Reivers dropped to his knees, shuddering, his arms shielding his eyes from imaginary beasts of the bottle.

“Take ’em away, boys,” he pleaded. “Kill the big ones, let the little ones go.”

With a snarl Moir leaped to his sledge and knocked the neck off a bottle of hooch.

“Drink, you scut!” he growled. “I’ll have dealings with you when you’re sobered up.”

Reivers drank and began to doze. Moir kicked him upright.

“Get into the shed with t’other jackass,” he commanded, propelling him toward the dugout into which MacGregor had crawled. “And in tuh morning you go to work, e’en though snakes be crawling all o’er ’ee.”

A faintly muttered curse greeted Reivers as he crawled into the dugout.

“You poor curs! What do you want with me now?” came MacGregor’s voice from a corner of the tiny room. “You skunk——”

“Easy, MacGregor Roy,” whispered Reivers quietly. “It’s not one of the ‘skunks.’”

“MacGregor Roy!” By the light that entered by a slit in the skin-flap Reivers could see the Scotchman painfully lifting his head from his miserable bunk, as he hoarsely repeated his own name. “MacGregor Roy! Who are you, stranger, to call James MacGregor by his family name?”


### Task description
Repeat the following data exactly, omitting pictures.

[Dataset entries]
- - - - - - -

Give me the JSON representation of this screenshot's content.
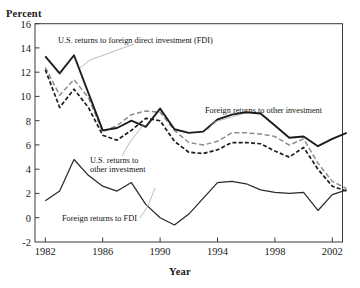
{
  "axis_titles": {
    "y": "Percent",
    "x": "Year"
  },
  "yticks": [
    "16",
    "14",
    "12",
    "10",
    "8",
    "6",
    "4",
    "2",
    "0",
    "-2"
  ],
  "xticks": [
    "1982",
    "1986",
    "1990",
    "1994",
    "1998",
    "2002"
  ],
  "annotations": [
    {
      "name": "us-returns-fdi-label",
      "text": "U.S. returns to foreign direct investment (FDI)"
    },
    {
      "name": "foreign-returns-other-label",
      "text": "Foreign returns to other investment"
    },
    {
      "name": "us-returns-other-label-l1",
      "text": "U.S. returns to"
    },
    {
      "name": "us-returns-other-label-l2",
      "text": "other investment"
    },
    {
      "name": "foreign-returns-fdi-label",
      "text": "Foreign returns to FDI"
    }
  ],
  "colors": {
    "us_fdi": "#1c1c1c",
    "foreign_other": "#8d8d8d",
    "us_other": "#1c1c1c",
    "foreign_fdi": "#2a2a2a",
    "frame": "#3a3a3a",
    "leader": "#a9a9a9"
  },
  "chart_data": {
    "type": "line",
    "title": "",
    "xlabel": "Year",
    "ylabel": "Percent",
    "xlim": [
      1982,
      2003
    ],
    "ylim": [
      -2,
      16
    ],
    "ytick_step": 2,
    "xtick_step": 4,
    "grid": false,
    "legend": "annotated-inline",
    "x": [
      1982,
      1983,
      1984,
      1985,
      1986,
      1987,
      1988,
      1989,
      1990,
      1991,
      1992,
      1993,
      1994,
      1995,
      1996,
      1997,
      1998,
      1999,
      2000,
      2001,
      2002,
      2003
    ],
    "series": [
      {
        "name": "U.S. returns to foreign direct investment (FDI)",
        "style": "solid-thick",
        "color": "#1c1c1c",
        "values": [
          13.3,
          11.9,
          13.4,
          10.3,
          7.2,
          7.4,
          8.0,
          7.5,
          9.0,
          7.3,
          7.0,
          7.1,
          8.1,
          8.5,
          8.7,
          8.6,
          7.6,
          6.6,
          6.7,
          5.9,
          6.5,
          7.0
        ]
      },
      {
        "name": "Foreign returns to other investment",
        "style": "gray-dashed",
        "color": "#8d8d8d",
        "values": [
          12.4,
          10.1,
          11.4,
          9.9,
          7.1,
          7.6,
          8.5,
          8.8,
          8.7,
          7.2,
          6.2,
          6.0,
          6.3,
          7.0,
          7.0,
          6.9,
          6.7,
          6.0,
          6.5,
          4.5,
          3.0,
          2.4
        ]
      },
      {
        "name": "U.S. returns to other investment",
        "style": "black-dashed",
        "color": "#1c1c1c",
        "values": [
          12.2,
          9.1,
          10.6,
          9.1,
          6.8,
          6.4,
          7.2,
          8.2,
          8.0,
          6.3,
          5.4,
          5.3,
          5.6,
          6.2,
          6.2,
          6.1,
          5.5,
          5.0,
          5.8,
          4.0,
          2.6,
          2.2
        ]
      },
      {
        "name": "Foreign returns to FDI",
        "style": "solid-thin",
        "color": "#2a2a2a",
        "values": [
          1.4,
          2.2,
          4.8,
          3.5,
          2.6,
          2.2,
          2.9,
          1.1,
          0.0,
          -0.6,
          0.3,
          1.6,
          2.9,
          3.0,
          2.8,
          2.3,
          2.1,
          2.0,
          2.1,
          0.6,
          1.9,
          2.3
        ]
      }
    ]
  }
}
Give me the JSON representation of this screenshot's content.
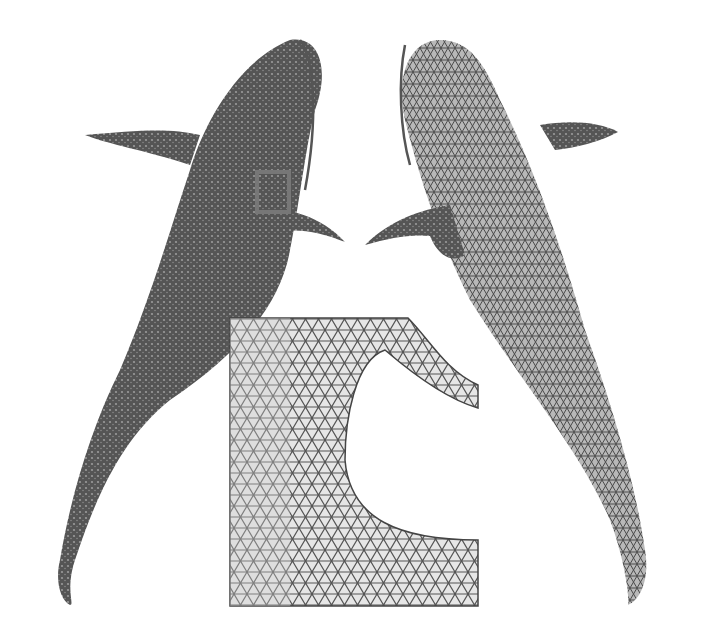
{
  "figure": {
    "panels": [
      {
        "id": "left-fish",
        "description": "Dense mesh of fish (top view), with highlighted selection box near fin"
      },
      {
        "id": "right-fish",
        "description": "Remeshed fish (top view) with visible triangle mesh"
      },
      {
        "id": "inset",
        "description": "Zoomed-in triangle mesh detail of selected region"
      }
    ],
    "colors": {
      "mesh_dark": "#4a4a4a",
      "mesh_mid": "#7a7a7a",
      "mesh_light": "#d8d8d8",
      "selection_box": "#777777",
      "background": "#ffffff"
    }
  }
}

- - - - - - -

### Exercise answer
Give me the JSON representation of this screenshot's content.
{
  "axis_titles": {
    "y": "Percent",
    "x": "Year"
  },
  "yticks": [
    "16",
    "14",
    "12",
    "10",
    "8",
    "6",
    "4",
    "2",
    "0",
    "-2"
  ],
  "xticks": [
    "1982",
    "1986",
    "1990",
    "1994",
    "1998",
    "2002"
  ],
  "annotations": [
    {
      "name": "us-returns-fdi-label",
      "text": "U.S. returns to foreign direct investment (FDI)"
    },
    {
      "name": "foreign-returns-other-label",
      "text": "Foreign returns to other investment"
    },
    {
      "name": "us-returns-other-label-l1",
      "text": "U.S. returns to"
    },
    {
      "name": "us-returns-other-label-l2",
      "text": "other investment"
    },
    {
      "name": "foreign-returns-fdi-label",
      "text": "Foreign returns to FDI"
    }
  ],
  "colors": {
    "us_fdi": "#1c1c1c",
    "foreign_other": "#8d8d8d",
    "us_other": "#1c1c1c",
    "foreign_fdi": "#2a2a2a",
    "frame": "#3a3a3a",
    "leader": "#a9a9a9"
  },
  "chart_data": {
    "type": "line",
    "title": "",
    "xlabel": "Year",
    "ylabel": "Percent",
    "xlim": [
      1982,
      2003
    ],
    "ylim": [
      -2,
      16
    ],
    "ytick_step": 2,
    "xtick_step": 4,
    "grid": false,
    "legend": "annotated-inline",
    "x": [
      1982,
      1983,
      1984,
      1985,
      1986,
      1987,
      1988,
      1989,
      1990,
      1991,
      1992,
      1993,
      1994,
      1995,
      1996,
      1997,
      1998,
      1999,
      2000,
      2001,
      2002,
      2003
    ],
    "series": [
      {
        "name": "U.S. returns to foreign direct investment (FDI)",
        "style": "solid-thick",
        "color": "#1c1c1c",
        "values": [
          13.3,
          11.9,
          13.4,
          10.3,
          7.2,
          7.4,
          8.0,
          7.5,
          9.0,
          7.3,
          7.0,
          7.1,
          8.1,
          8.5,
          8.7,
          8.6,
          7.6,
          6.6,
          6.7,
          5.9,
          6.5,
          7.0
        ]
      },
      {
        "name": "Foreign returns to other investment",
        "style": "gray-dashed",
        "color": "#8d8d8d",
        "values": [
          12.4,
          10.1,
          11.4,
          9.9,
          7.1,
          7.6,
          8.5,
          8.8,
          8.7,
          7.2,
          6.2,
          6.0,
          6.3,
          7.0,
          7.0,
          6.9,
          6.7,
          6.0,
          6.5,
          4.5,
          3.0,
          2.4
        ]
      },
      {
        "name": "U.S. returns to other investment",
        "style": "black-dashed",
        "color": "#1c1c1c",
        "values": [
          12.2,
          9.1,
          10.6,
          9.1,
          6.8,
          6.4,
          7.2,
          8.2,
          8.0,
          6.3,
          5.4,
          5.3,
          5.6,
          6.2,
          6.2,
          6.1,
          5.5,
          5.0,
          5.8,
          4.0,
          2.6,
          2.2
        ]
      },
      {
        "name": "Foreign returns to FDI",
        "style": "solid-thin",
        "color": "#2a2a2a",
        "values": [
          1.4,
          2.2,
          4.8,
          3.5,
          2.6,
          2.2,
          2.9,
          1.1,
          0.0,
          -0.6,
          0.3,
          1.6,
          2.9,
          3.0,
          2.8,
          2.3,
          2.1,
          2.0,
          2.1,
          0.6,
          1.9,
          2.3
        ]
      }
    ]
  }
}
Give me the JSON representation of this screenshot's content.
{
  "figure": {
    "panels": [
      {
        "id": "left-fish",
        "description": "Dense mesh of fish (top view), with highlighted selection box near fin"
      },
      {
        "id": "right-fish",
        "description": "Remeshed fish (top view) with visible triangle mesh"
      },
      {
        "id": "inset",
        "description": "Zoomed-in triangle mesh detail of selected region"
      }
    ],
    "colors": {
      "mesh_dark": "#4a4a4a",
      "mesh_mid": "#7a7a7a",
      "mesh_light": "#d8d8d8",
      "selection_box": "#777777",
      "background": "#ffffff"
    }
  }
}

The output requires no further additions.